The point is that under offering users the ability to have all network requests altered is not secure. The user needs to authorize it and there are valid reasons to do so, but there are also bad actors, that will misuse that. I am pretty security conscious, but I can’t tell you which extensions have which permissions on which devices I use, between Firefox, chrome, safari on windows 10,11, android, iOS and opensuse. Placing all the responsibility on the user just removes it from where it should be, which is privacy focused code.
uBlock Origin is open source and can be freely audited by everyone. https://github.com/gorhill/uBlock
Does anyone check that updated versions pushed to the extension store, match the available source, and have no extra “features” included?
uBlock (not Origin) was also open source, then it got sold to AdBlock, which also had been sold, to a company that charges advertisers to bypass it.
uBO is in Firefox’ “recommended add-ons” list which are reviewed after every update.
You can check their criteria here:
https://support.mozilla.org/en-US/kb/recommended-extensions-program
Yes, but other extensions are not and can access the same permissions. They can even steal the unlock origin source code to do so.
They could but only after you installed them and explicitly gave them the permission to do so. i don’t get your point.
The point is that under offering users the ability to have all network requests altered is not secure. The user needs to authorize it and there are valid reasons to do so, but there are also bad actors, that will misuse that. I am pretty security conscious, but I can’t tell you which extensions have which permissions on which devices I use, between Firefox, chrome, safari on windows 10,11, android, iOS and opensuse. Placing all the responsibility on the user just removes it from where it should be, which is privacy focused code.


▶ Task prompt: The answer must be a single number: how many lines in the records below contain the word "JSON".

Records from a collection of figures:
=======

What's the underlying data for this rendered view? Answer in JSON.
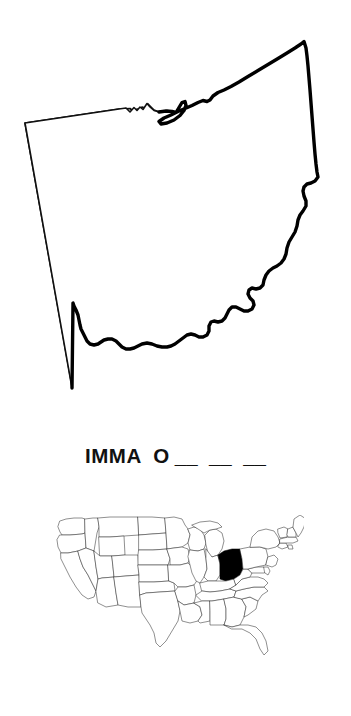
{
  "page": {
    "type": "worksheet",
    "background_color": "#ffffff",
    "ink_color": "#000000"
  },
  "state_outline": {
    "name": "ohio-state-outline",
    "state": "Ohio",
    "stroke_color": "#000000",
    "fill_color": "#ffffff",
    "description": "Blank outline map of the state of Ohio"
  },
  "prompt": {
    "name": "fill-in-the-blank-prompt",
    "text": "IMMA  O",
    "blanks": "__  __  __",
    "blank_count": 3,
    "answer_hint_letter": "O",
    "full_line": "IMMA  O __  __  __"
  },
  "locator_map": {
    "name": "united-states-locator-map",
    "title": "United States",
    "highlighted_state": "Ohio",
    "highlight_color": "#000000",
    "outline_color": "#333333",
    "fill_color": "#ffffff",
    "description": "Map of the contiguous United States with Ohio filled solid black"
  }
}
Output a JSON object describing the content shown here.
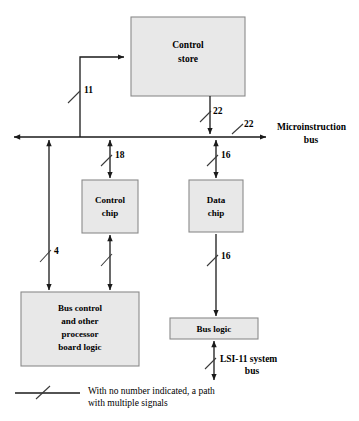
{
  "figure": {
    "type": "block-diagram"
  },
  "blocks": [
    {
      "id": "control-store",
      "line1": "Control",
      "line2": "store"
    },
    {
      "id": "control-chip",
      "line1": "Control",
      "line2": "chip"
    },
    {
      "id": "data-chip",
      "line1": "Data",
      "line2": "chip"
    },
    {
      "id": "bus-control",
      "line1": "Bus control",
      "line2": "and other",
      "line3": "processor",
      "line4": "board logic"
    },
    {
      "id": "bus-logic",
      "line1": "Bus logic"
    }
  ],
  "buses": {
    "microinstruction": {
      "line1": "Microinstruction",
      "line2": "bus"
    },
    "lsi11": {
      "line1": "LSI-11 system",
      "line2": "bus"
    }
  },
  "signal_counts": {
    "store_address": "11",
    "store_output": "22",
    "bus_right": "22",
    "control_chip": "18",
    "data_chip": "16",
    "bus_control_left": "4",
    "bus_logic": "16"
  },
  "legend": {
    "line1": "With no number indicated, a path",
    "line2": "with multiple signals"
  },
  "colors": {
    "box_fill": "#e8e8e8",
    "box_stroke": "#8a8a8a",
    "wire": "#1a1a1a",
    "text": "#000000",
    "background": "#ffffff"
  }
}
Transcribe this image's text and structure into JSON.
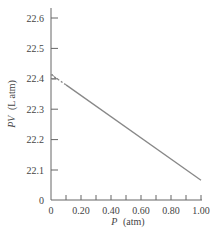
{
  "chart_data": {
    "type": "line",
    "title": "",
    "xlabel": "P (atm)",
    "xlabel_var": "P",
    "xlabel_unit": "(atm)",
    "ylabel": "PV (L atm)",
    "ylabel_var": "PV",
    "ylabel_unit": "(L atm)",
    "xlim": [
      0,
      1.0
    ],
    "ylim_display": [
      22.0,
      22.6
    ],
    "y_axis_break": true,
    "x_ticks": [
      "0",
      "0.20",
      "0.40",
      "0.60",
      "0.80",
      "1.00"
    ],
    "x_tick_values": [
      0,
      0.2,
      0.4,
      0.6,
      0.8,
      1.0
    ],
    "x_minor_ticks": [
      0.1,
      0.3,
      0.5,
      0.7,
      0.9
    ],
    "y_ticks": [
      "22.6",
      "22.5",
      "22.4",
      "22.3",
      "22.2",
      "22.1",
      "0"
    ],
    "y_tick_values": [
      22.6,
      22.5,
      22.4,
      22.3,
      22.2,
      22.1,
      0
    ],
    "grid": false,
    "legend": null,
    "series": [
      {
        "name": "extrapolated",
        "style": "dashed",
        "x": [
          0.0,
          0.1
        ],
        "y": [
          22.414,
          22.38
        ]
      },
      {
        "name": "measured",
        "style": "solid",
        "x": [
          0.1,
          1.0
        ],
        "y": [
          22.38,
          22.066
        ]
      }
    ],
    "annotations": [
      {
        "type": "intercept",
        "x": 0,
        "y": 22.414
      }
    ]
  }
}
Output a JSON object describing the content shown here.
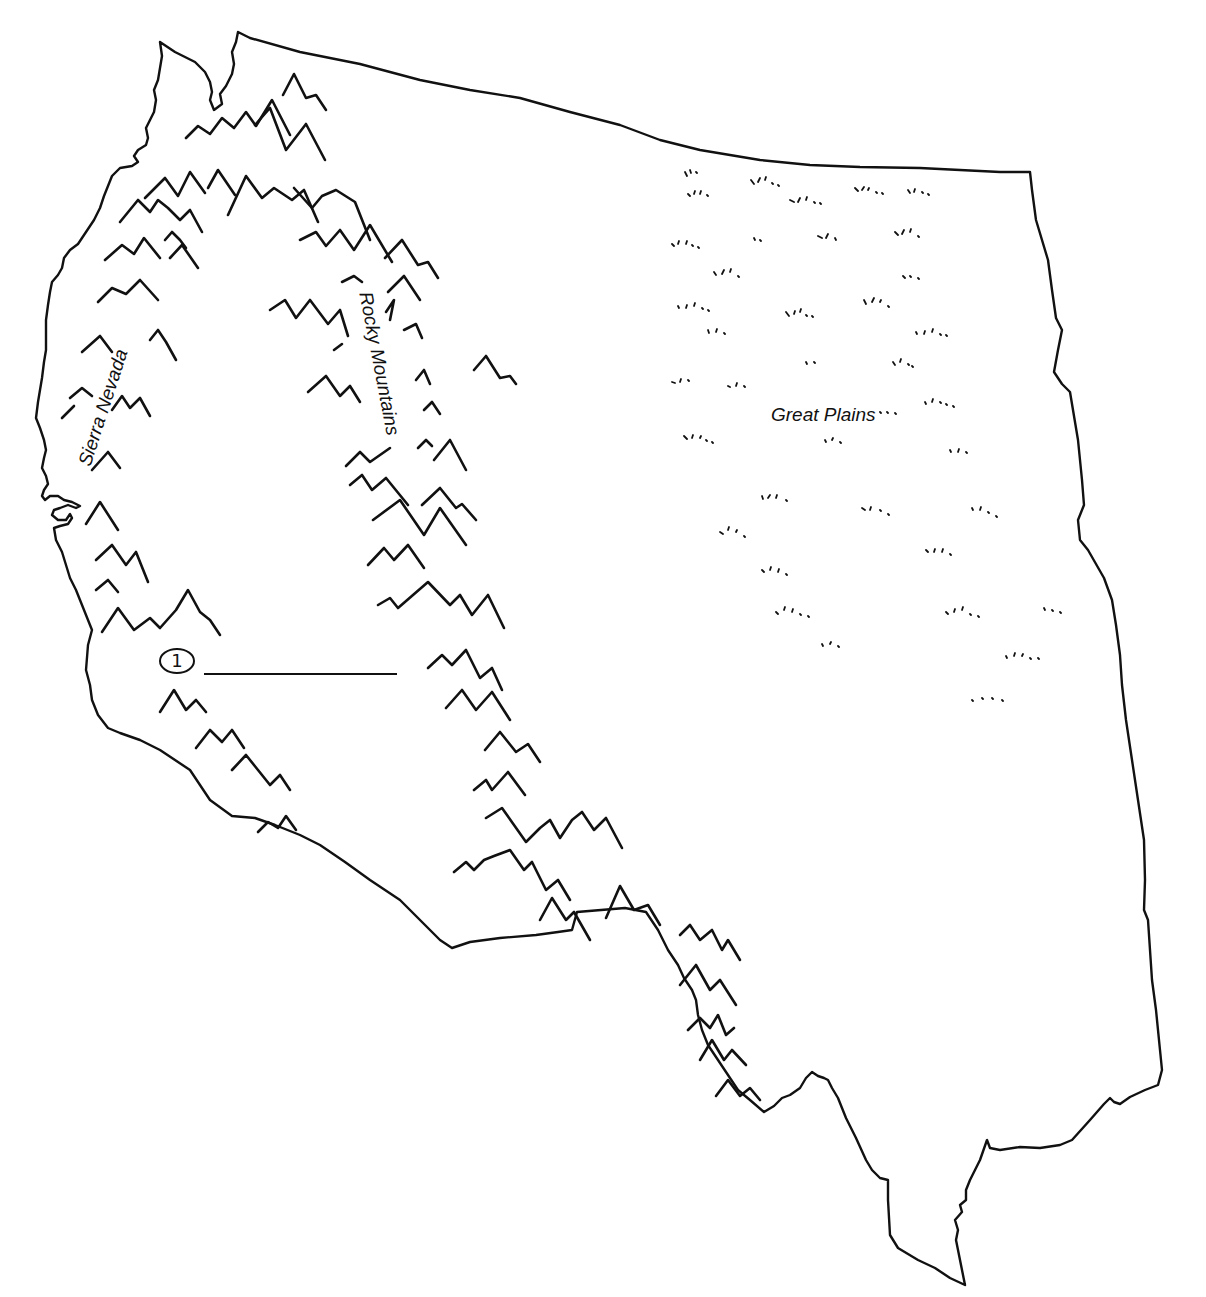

=======

▶ Response to the exercise: 4